I’m getting sidetracked. The point of all this is that years later, when I was about fourteen, I looked up Deo’s Hole and found out it was named after a kid. That’s right, a kid named Deo, who jumped off that rock the same way I did and died there, decades ago, long before my mother or my grandmother were even born.

I was incensed. I remember storming home to my mother with the printout from the library in hand, demanding to know why they hadn’t renamed the swimming hole after me, why people weren’t remembering my name instead of some dumb kid from ancient times who probably didn’t even care about swimming or diving or the Olympics. She took me aside and told me that Deo’s Hole was like the hospital or the park; they both had “memorial” in their names to remind us of people who had died for good. Nobody needed to be reminded of me, she said, because the doctors had fixed me, put me back so that I could live the rest of my allotted years.

At fourteen, I had never before been exposed to the idea that people, young people, could die and not be fixed. The idea of losing so many years of life was shocking to a kid my age, and I had to go see a shrink for a few months to get all that sorted out in my head. Now every time I drive by Deo’s Hole, I take a moment to remember a kid I never knew from a past so barbaric that it never let him grow up. But as the car zips along, tires spinning like four prayer wheels, I think of all the years his name has been spoken, far more than our life quotas nowadays, and I wonder if Deo didn’t get the better end of the deal.

« Previous Story · This World’s Not Built For Lovers
Next Story · Sum of Her Parts »
Random Story · Jack

Comments are closed.

I’ve Seen Things…

365tomorrows launched August 1st, 2005 with the lofty goal of providing a new story every day for a year. We’ve been on the wire ever since.

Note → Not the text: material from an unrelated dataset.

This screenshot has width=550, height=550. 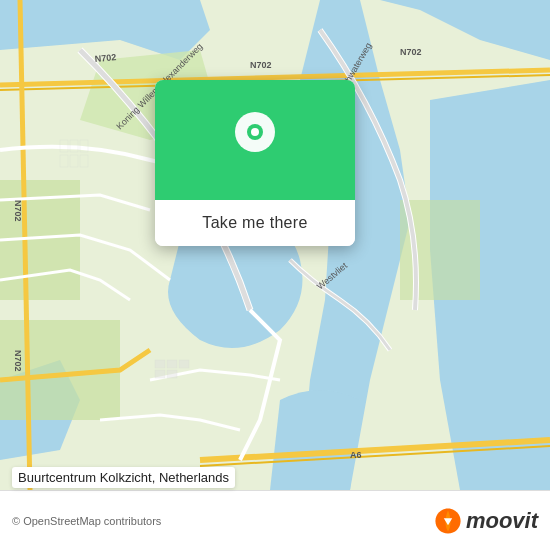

Our stories are a mix of those lovingly hand crafted by a talented pool of staff writers, and select stories received by submission.

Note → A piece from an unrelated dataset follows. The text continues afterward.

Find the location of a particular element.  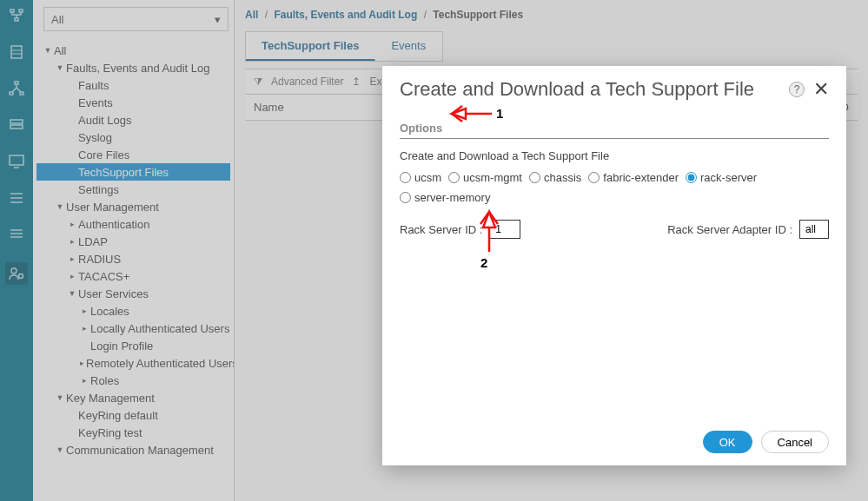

The archives are deep, feel free to dive in.

Tomorrows Past

A Point in Time

May 2012
M T W T F S S
« Apr    
 123456
78910111213
14151617181920
21222324252627
28293031  

What is Flash Fiction?

"Flash fiction is fiction with its teeth bared and its claws extended, lithe and muscular with no extra fat. It pounces in the first paragraph, and if those claws aren’t embedded in the reader by the start of the second, the story began a paragraph too soon. There is no margin for error. Every word must be essential, and if it isn’t essential, it must be eliminated."